Dot icon
A new retrospective of works by Japanese legend Yayoi Kusama at M+ affirms the artist's endless capacity for renewal and reinvention, writes Chitralekha Basu.


"There's a very toxic, green neon quality to the painting," remarks the exhibition's co-curator, Mika Yoshitake. "Produced in the same year as the Fukushima nuclear disaster and the (Tohoku earthquake and) tsunami, it was her response to what was happening in the world."
Yoshitake confirms that Kusama, now 93 and living in a mental health facility, continues to paint every day. The exhibition culminates in a cluster of joyous, life-affirming images done in fluorescent colors over the past summer. In some of these, Kusama has added a folksy spin to her trademark intense concentration of motifs style by swapping her signature dots for eyes and throwing in a mix of earthy hues to the color palette in a way that resonates with the infinite replication of traditional motifs in indigenous art forms of Africa, India and Indonesia. Many of these new works bear the same title: Every Day I Pray for Love.

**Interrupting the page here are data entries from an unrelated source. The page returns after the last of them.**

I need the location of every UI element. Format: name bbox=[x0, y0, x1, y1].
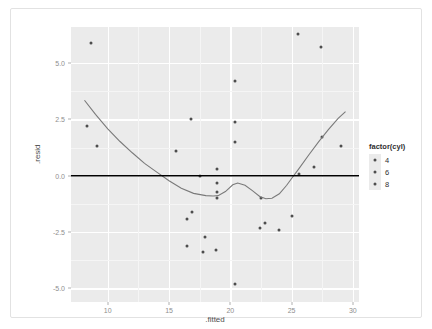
y-axis-tick-label: -5.0 bbox=[53, 285, 65, 292]
data-point bbox=[215, 190, 218, 193]
gridline-horizontal-minor bbox=[71, 148, 359, 149]
data-point bbox=[198, 174, 201, 177]
legend-items: 468 bbox=[369, 154, 429, 190]
data-point bbox=[186, 244, 189, 247]
legend: factor(cyl) 468 bbox=[369, 142, 429, 190]
y-axis-tick-mark bbox=[68, 119, 71, 120]
x-axis-tick-label: 30 bbox=[349, 307, 357, 314]
gridline-horizontal-minor bbox=[71, 91, 359, 92]
data-point bbox=[190, 118, 193, 121]
x-axis-title: .fitted bbox=[71, 315, 359, 324]
gridline-horizontal bbox=[71, 288, 359, 289]
y-axis-tick-label: -2.5 bbox=[53, 229, 65, 236]
gridline-horizontal bbox=[71, 176, 359, 177]
y-axis: 5.02.50.0-2.5-5.0 bbox=[31, 27, 71, 302]
gridline-horizontal bbox=[71, 232, 359, 233]
data-point bbox=[234, 80, 237, 83]
y-axis-title: .resid bbox=[33, 144, 42, 164]
data-point bbox=[89, 41, 92, 44]
legend-item-label: 4 bbox=[385, 156, 389, 165]
loess-smooth-line bbox=[84, 100, 345, 198]
data-point bbox=[215, 181, 218, 184]
chart-root: 5.02.50.0-2.5-5.0 1015202530 .resid .fit… bbox=[0, 0, 432, 329]
x-axis-tick-mark bbox=[291, 302, 292, 305]
data-point bbox=[263, 222, 266, 225]
data-point bbox=[234, 120, 237, 123]
data-point bbox=[85, 125, 88, 128]
data-point bbox=[339, 145, 342, 148]
data-point bbox=[296, 32, 299, 35]
plot-frame: 5.02.50.0-2.5-5.0 1015202530 .resid .fit… bbox=[10, 8, 422, 318]
data-point bbox=[215, 168, 218, 171]
data-point bbox=[186, 217, 189, 220]
x-axis-tick-label: 10 bbox=[104, 307, 112, 314]
data-point bbox=[234, 140, 237, 143]
legend-item: 8 bbox=[369, 178, 429, 190]
legend-key-point-icon bbox=[369, 154, 381, 166]
legend-item-label: 6 bbox=[385, 168, 389, 177]
gridline-horizontal-minor bbox=[71, 204, 359, 205]
data-point bbox=[234, 282, 237, 285]
data-point bbox=[95, 145, 98, 148]
data-point bbox=[202, 251, 205, 254]
y-axis-tick-label: 2.5 bbox=[55, 116, 65, 123]
legend-key-point-icon bbox=[369, 178, 381, 190]
legend-key-point-icon bbox=[369, 166, 381, 178]
data-point bbox=[258, 226, 261, 229]
data-point bbox=[278, 228, 281, 231]
legend-item-label: 8 bbox=[385, 180, 389, 189]
data-point bbox=[297, 172, 300, 175]
legend-item: 4 bbox=[369, 154, 429, 166]
x-axis-tick-label: 25 bbox=[288, 307, 296, 314]
y-axis-tick-label: 5.0 bbox=[55, 60, 65, 67]
x-axis-tick-mark bbox=[352, 302, 353, 305]
plot-panel bbox=[71, 27, 359, 302]
data-point bbox=[259, 197, 262, 200]
data-point bbox=[320, 46, 323, 49]
x-axis-tick-label: 15 bbox=[165, 307, 173, 314]
data-point bbox=[215, 197, 218, 200]
x-axis-tick-label: 20 bbox=[226, 307, 234, 314]
x-axis-tick-mark bbox=[169, 302, 170, 305]
x-axis-tick-mark bbox=[107, 302, 108, 305]
gridline-horizontal bbox=[71, 63, 359, 64]
y-axis-tick-label: 0.0 bbox=[55, 172, 65, 179]
gridline-horizontal bbox=[71, 119, 359, 120]
data-point bbox=[321, 136, 324, 139]
legend-title: factor(cyl) bbox=[369, 142, 429, 151]
y-axis-tick-mark bbox=[68, 175, 71, 176]
y-axis-tick-mark bbox=[68, 63, 71, 64]
legend-item: 6 bbox=[369, 166, 429, 178]
data-point bbox=[175, 149, 178, 152]
data-point bbox=[191, 210, 194, 213]
data-point bbox=[214, 249, 217, 252]
x-axis-tick-mark bbox=[230, 302, 231, 305]
data-point bbox=[290, 215, 293, 218]
gridline-horizontal-minor bbox=[71, 260, 359, 261]
data-point bbox=[312, 165, 315, 168]
y-axis-tick-mark bbox=[68, 288, 71, 289]
data-point bbox=[203, 235, 206, 238]
y-axis-tick-mark bbox=[68, 232, 71, 233]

"She always has a good grasp of the time she's living in and captures it in her art," says Midori Yamamura, associate professor of art history at Kingsborough Community College, City University of New York, and author of Yayoi Kusama: Inventing the Singular. "So Kusama's prayer for love and peace, in her latest series of paintings, might be seen as an extension of the 1960s Flower Power slogan 'Make Love, Not War' - a sincere aspiration for a peaceful future, coming from a person who's lived through the Pacific and Vietnam wars."